Ace didn’t allow himself to think of his sister. Not as anything other than a problem to avoid. He watched the highway pass and focused on his lies instead.

Chapter Two

L
ina sat in
the passenger seat of her friend’s car and tried to breathe normally. The plan she’d hatched in an effort to get to the bottom of Ace—potentially Dean—Clark was…insane. And she wasn’t normally one for insane plans.

But that was kind of the point of her job away from Marietta, the point of leaving the McArthur name
mostly
behind. Doing things she’d never done, figuring out who she wanted to be, besides her father’s perfect daughter and her hometown’s untouchable ice queen.

Crazy plans to help her friends—apparently this was the Lina she wanted to be. Now, she had to figure out how to charm a guy into giving her the truth. She could do that. She always did what she put her mind to.

Because she had to know. She had to know without a shadow of a doubt that Ace Clark knew nothing about Dean Clark—or that they weren’t the same person. And she had to figure it out without tipping off her best friend who would be crushed if it turned out
not
to be him.

The last thing she wanted was to get Jess’s hopes up again. Even if Jess was currently sickeningly in love with Lina’s brother, Cole, Lina wouldn’t be the one to disappoint her friend on this front.
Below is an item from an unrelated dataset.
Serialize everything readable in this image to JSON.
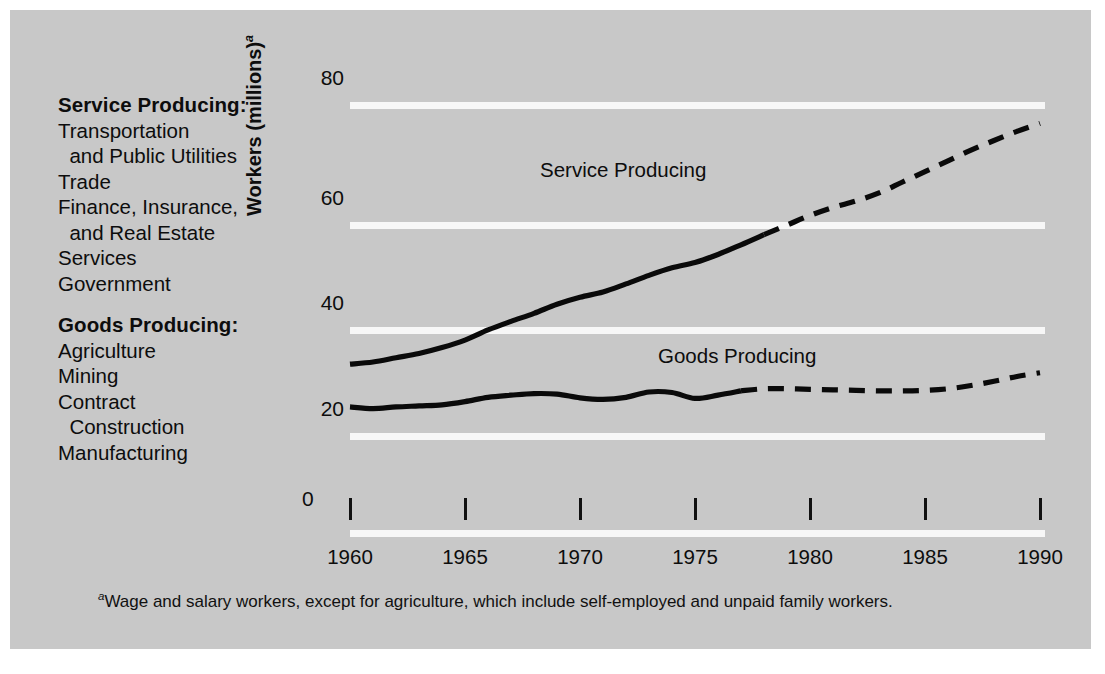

She had to make certain and then she had to make a case. If that meant a few lies, well, she was a McArthur. Wasn’t that the family way?

Of course, her courage deserted her the minute she stepped out of the car with Cherrie who was a little
too
excited about going into The Drop Zone—a bar that catered most specifically to the forest service employees around Kalispell.

“This was a mistake,” Lina said, unable to uncurl her grip from the door’s handle. She couldn’t go into a
bar
and she most certainly couldn’t pretend she was here because she had an
interest
in Ace. She couldn’t flirt to get information.

She’d never flirted a day in her life. Unless setting the curve and making everyone in her college classes hate her counted, and she knew very well it did not.

She wasn’t likable. She’d never…had to be, and by the time she’d figured out her name had gotten her as far as her brains, she’d built a sort of prickly outer shell she didn’t know how to saw off.

She was her father’s daughter, and no matter how often that proved to be a rather terrible person to be, she couldn’t escape it.

But Cherrie either didn’t hear her or didn’t listen—it could go either way with the one close friend she’d made since moving here. Because Cherrie was pulling her hand off the car door and propelling her toward the entrance, even as Lina resisted.

“Girl, you are going in there. You are going to
flirt
, and if you want—you are going to get laid.”

“No! I don’t want
that
!” Lina shrieked with too much fervor. At Cherrie’s raised-eyebrow look, Lina tried to get a hold of herself. “I just mean…I don’t know him. I mean, he’s hot. Flirting…etcetera.” A better excuse than ‘stalking to see if he was really who he said he was’. “But…sex. No.”

Cherrie shrugged, but her hands clapped on Lina’s shoulders. “Suit yourself.” Despite the agreeable words, Cherrie was steering her inside the bar.

“I don’t even know if he’ll be here.”

“My cousin’s friend’s sister said all the forest fire guys hang out here when they aren’t on call. Besides, if that particular guy isn’t here, then choose some other firefighting hottie. If you’re not interested in sex, flirt with anything that moves. Hone the skill. Think of it like…homework. You’re practicing.”

Lina blinked. Well, practice she could do. Homework—she’d always excelled at that. But when they crossed the threshold into The Drop Zone, the only thing that kept her running right back out was Cherrie behind her.

“You’re cute, funny, and smart, Lina. And I don’t think you have a clue. Well, lucky you, you found a pushy friend in me. Now, let’s go order a drink.”